The counter proposition does not present the question that the assignment of error, although sufficient as such, is not supported by the record. Foust v. Jones, Tex. Civ. App. 90 S.W.2d 665. If, however, the record failed to support the assignment it would involve a fundamental error. The assignment here with respect to necessary support by the record differs from those considered in the case last cited in this: Here the finding specified as the ground of error is necessarily implied in the judgment of the court; while in the other case the "holdings" assigned as errors were not necessarily implied. In Wilson v. Johnson,94 Tex. 272, 60 S.W. 242, an entire assignment of error was held to be implied. If an entire assignment of error may under any circumstances be implied, then it would be difficult consistently to reconcile therewith a holding that an assignment specifying a ruling or action of the court necessarily implied by the judgment rendered would be insufficient as an assignment of error.
Five physicians testified in the case. Three testified that the employee did not have a hernia. The two who testified that he did have said that it was "an incomplete hernia." As already seen, one of the two — Dr. Snow — said the incapacity was partial, not being permitted to say what he considered the percentage of incapacity to be. Dr. Cash, the other of the two physicians called as witnesses for the employee, being asked "whether or not, in your opinion, he suffers total incapacity to labor" answered "for manual labor, for the purpose of obtaining employment at manual labor, I would say that he cannot secure manual labor in the condition he is in at this time." Asked again, "Would you say that he is totally incapacitated?" He answered, "No, I didn't say that, and I won't say that * * * I said if I were examining him, I wouldn't pass him without a waiver on his hernia; but we do have men that do work with a complete hernia every day."
"Q. * * * tell the court what percentage he is disabled right now, from doing manual labor at all. A. He is not disabled, except that his hernia might pop on through at any time.
"Q. Which would disable him? A. Not necessarily. I know many men that have worked all their lives with hernia.
"Q. Ordinarily does a person suffer pain from it all along? A. No, not necessarily at all; not necessarily."
It is not deemed advisable to review all the evidence which may have a bearing upon the question. There is, however, other evidence. There is an implication from the testimony of the employee's expert witnesses that if the employee wore a truss he would be able to work. There was no effort to remove such implication. The employee himself as a witness testified that he had had a number of jobs since the injury, but nowhere does he say that he failed to obtain employment or lost a job because of the injury.

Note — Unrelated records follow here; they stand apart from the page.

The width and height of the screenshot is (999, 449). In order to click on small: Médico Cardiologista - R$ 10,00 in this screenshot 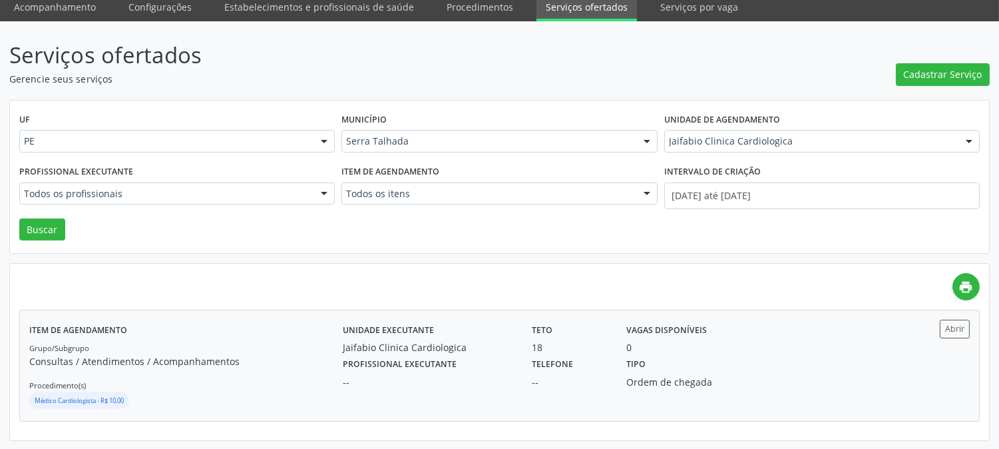, I will do `click(79, 400)`.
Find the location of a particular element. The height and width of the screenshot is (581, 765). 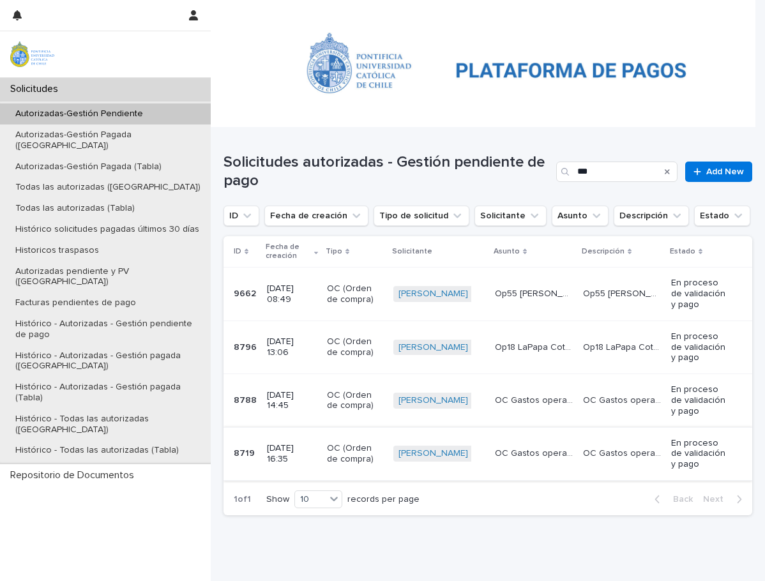

p: Estado is located at coordinates (683, 252).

As we see it, if it can be said that there was any evidence to show total incapacity more than a mere scintilla, surmise or suspicion, which is held to constitute no evidence, the evidence is so uncertain and inconclusive and against the great weight and preponderance of the evidence as *Page 280 rightly to call for the exercise by this court of its jurisdiction to determine that the evidence is insufficient.
For the reasons discussed, it is our opinion that the judgment should be reversed and the cause remanded. It is so ordered.